By Dennis Ignatius

KUALA LUMPUR, Malaysia--Every day there’s more news highlighting our nation’s tragic and shocking moral decline. It’s not just the corruption, horrific as that may be; it’s the appalling lack of integrity behind it all that is cause for concern. 

 
Gone are the days when integrity was one of the hallmarks of public service. Now, for the most part, our public service is inhabited by rapacious and unethical men and women, people without honour, integrity or conscience. It is yet another indication of how the moral foundations of our nation continue to steadily erode.

The latest example of this steady moral decline was headlined in the New Straits Times a few days ago with an apt banner: “MONEY FOR NOTHING!”[1] It revealed that a former chief secretary to the government received about RM1 million as a member of the 1MDB advisory board but did nothing to earn it. 
 
According to his own statement, he was never invited to attend a single board meeting or was ever consulted about 1MDB. And there’s no indication either that he even felt obliged to enquire into an unfolding scandal that shocked the nation and the world.

And it was not just him alone. Several other high-powered individuals including very senior civil servants did the same. Reading all these reports, it’s hard not to conclude that all the undeserved remunerations they received were simply inducements to provide legitimacy to a dubious and illegal enterprise.

If such men – men who once held some of the highest public service positions in the nation and who have been conferred some of the highest awards and honours in the land – have no qualms lending their names to dubious capers for the right price, what hope is there for our nation?

But it is not the only example. Former prime minister Najib Tun Razak, now a convicted felon, shamelessly prances around insisting that he was not convicted of theft but of money laundering.[2] Is that supposed to make us feel better? 
 
The truth is he was found guilty of abuse of power, criminal breach of trust and money laundering. He can deny it all he wants, but there’s no escaping the fact that he now stands condemned as a man without an iota of integrity, honesty or credibility.

And still, there are those with souls so dead who fete him, honour him, whitewash his criminality and conspire to return him to office. Gone is the revulsion we once used to feel for dishonourable, devious and despicable men. 
 
Perhaps it tells us that men like Najib are not just corrupt; they have corrupted the entire machinery of government! The IMDB scandal, for example, could not have happened without dozens of people – from bankers to public servants in multiple institutions – looking the other way in exchange for some reward. That’s how rotten the whole system is!

It should come as no surprise then that we have dozens of politicians with neither the credentials nor the credibility who now serve as GLC chairmen, sit as advisers to statutory bodies or feign as envoys and diplomats – earning millions for doing nothing.  
 
They can pretend all they want that they are serving the public good, but the truth is they have sold their loyalty to the highest bidder and pawned their dignity for financial gain.
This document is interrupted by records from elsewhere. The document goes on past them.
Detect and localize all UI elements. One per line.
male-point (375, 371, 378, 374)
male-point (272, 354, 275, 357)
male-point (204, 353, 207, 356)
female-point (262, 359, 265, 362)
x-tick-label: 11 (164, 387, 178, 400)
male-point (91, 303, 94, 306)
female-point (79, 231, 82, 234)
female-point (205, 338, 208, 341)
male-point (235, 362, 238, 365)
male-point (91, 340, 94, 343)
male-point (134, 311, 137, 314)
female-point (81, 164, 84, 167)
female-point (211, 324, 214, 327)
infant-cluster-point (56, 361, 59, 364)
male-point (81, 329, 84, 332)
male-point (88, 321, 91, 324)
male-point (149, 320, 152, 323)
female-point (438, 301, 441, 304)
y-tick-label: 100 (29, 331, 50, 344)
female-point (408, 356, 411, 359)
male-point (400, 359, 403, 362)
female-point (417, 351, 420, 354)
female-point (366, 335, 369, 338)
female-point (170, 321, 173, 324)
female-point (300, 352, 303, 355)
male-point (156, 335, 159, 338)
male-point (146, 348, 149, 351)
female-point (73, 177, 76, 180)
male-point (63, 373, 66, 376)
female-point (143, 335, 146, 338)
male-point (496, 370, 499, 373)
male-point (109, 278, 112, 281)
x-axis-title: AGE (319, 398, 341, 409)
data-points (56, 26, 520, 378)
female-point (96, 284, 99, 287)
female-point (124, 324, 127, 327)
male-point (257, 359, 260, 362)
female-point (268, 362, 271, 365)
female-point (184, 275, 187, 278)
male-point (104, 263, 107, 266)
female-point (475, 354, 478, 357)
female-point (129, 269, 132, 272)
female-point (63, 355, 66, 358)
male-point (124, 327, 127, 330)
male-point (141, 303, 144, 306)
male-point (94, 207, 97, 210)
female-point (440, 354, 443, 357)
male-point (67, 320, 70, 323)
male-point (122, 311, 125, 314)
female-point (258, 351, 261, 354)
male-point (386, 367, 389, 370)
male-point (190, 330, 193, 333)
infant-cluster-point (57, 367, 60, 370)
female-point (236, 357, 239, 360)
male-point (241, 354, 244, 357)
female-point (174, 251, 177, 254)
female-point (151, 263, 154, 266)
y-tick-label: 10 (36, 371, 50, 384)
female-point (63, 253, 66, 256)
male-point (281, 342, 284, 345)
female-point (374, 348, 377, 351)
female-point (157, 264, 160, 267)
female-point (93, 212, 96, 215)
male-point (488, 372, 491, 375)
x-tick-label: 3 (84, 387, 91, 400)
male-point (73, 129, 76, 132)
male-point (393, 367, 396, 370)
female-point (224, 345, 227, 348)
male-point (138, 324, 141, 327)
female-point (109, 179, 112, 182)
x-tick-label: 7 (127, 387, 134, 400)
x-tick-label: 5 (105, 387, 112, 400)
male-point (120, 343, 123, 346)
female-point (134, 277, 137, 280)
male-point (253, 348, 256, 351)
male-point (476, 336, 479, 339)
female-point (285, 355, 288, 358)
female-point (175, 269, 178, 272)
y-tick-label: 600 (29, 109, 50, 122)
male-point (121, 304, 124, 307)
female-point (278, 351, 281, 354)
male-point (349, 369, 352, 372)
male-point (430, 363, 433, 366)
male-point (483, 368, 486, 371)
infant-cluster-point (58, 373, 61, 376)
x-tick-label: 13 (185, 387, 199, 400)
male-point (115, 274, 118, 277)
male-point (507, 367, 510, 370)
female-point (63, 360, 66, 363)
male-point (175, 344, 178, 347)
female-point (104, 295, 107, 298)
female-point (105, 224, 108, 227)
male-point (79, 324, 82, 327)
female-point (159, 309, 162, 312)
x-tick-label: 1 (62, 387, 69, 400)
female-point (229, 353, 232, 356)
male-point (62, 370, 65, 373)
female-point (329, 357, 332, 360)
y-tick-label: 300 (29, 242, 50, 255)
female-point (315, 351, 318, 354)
The rot extends to the corporate sector too. CEOs think nothing about falsifying reports and paying themselves billions while their companies go broke.  
 
They steal from projects that are entrusted to them certain that they will not be charged, sure that the government will bail them out. Indeed, it is part of the culture now – steal and misappropriate whatever you can for as long as you can and call it public service.

And you know what is so perverse about this situation? We are one of the few countries in the world to have a National Integrity Institute and a National Integrity Plan. Why, we even had a minister responsible for integrity at one time. 
 
Great plans are drawn up. Great speeches are made. But it is all a sham. Behind the façade of righteousness, the whole putrid system is crumbling. Whitewashed tombs on the outside; full of rot and decay within.

As I wrote in my recent book – Paradise Lost: Mahathir & the End of Hope[3] – nothing better sums up this hypocrisy and moral degeneracy than the speech that Najib gave to the Commonwealth Club in September 2013. “I want to make corruption part of Malaysia’s past, not its future,” he declared. 
 
Continuing, he said, “I have created a new governance and integrity minister role in the cabinet; it is held by the former president of the Malaysian chapter of Transparency International… the government [has also] elevated Malaysia’s anti-corruption agency to self-regulated, independent commission status… It is our hope that the commission may serve as an example for other countries looking to build institutional capacity to combat corruption.” And this, while the plunder of 1MDB resources was well underway!

Integrity has died; immoral men hold sway now.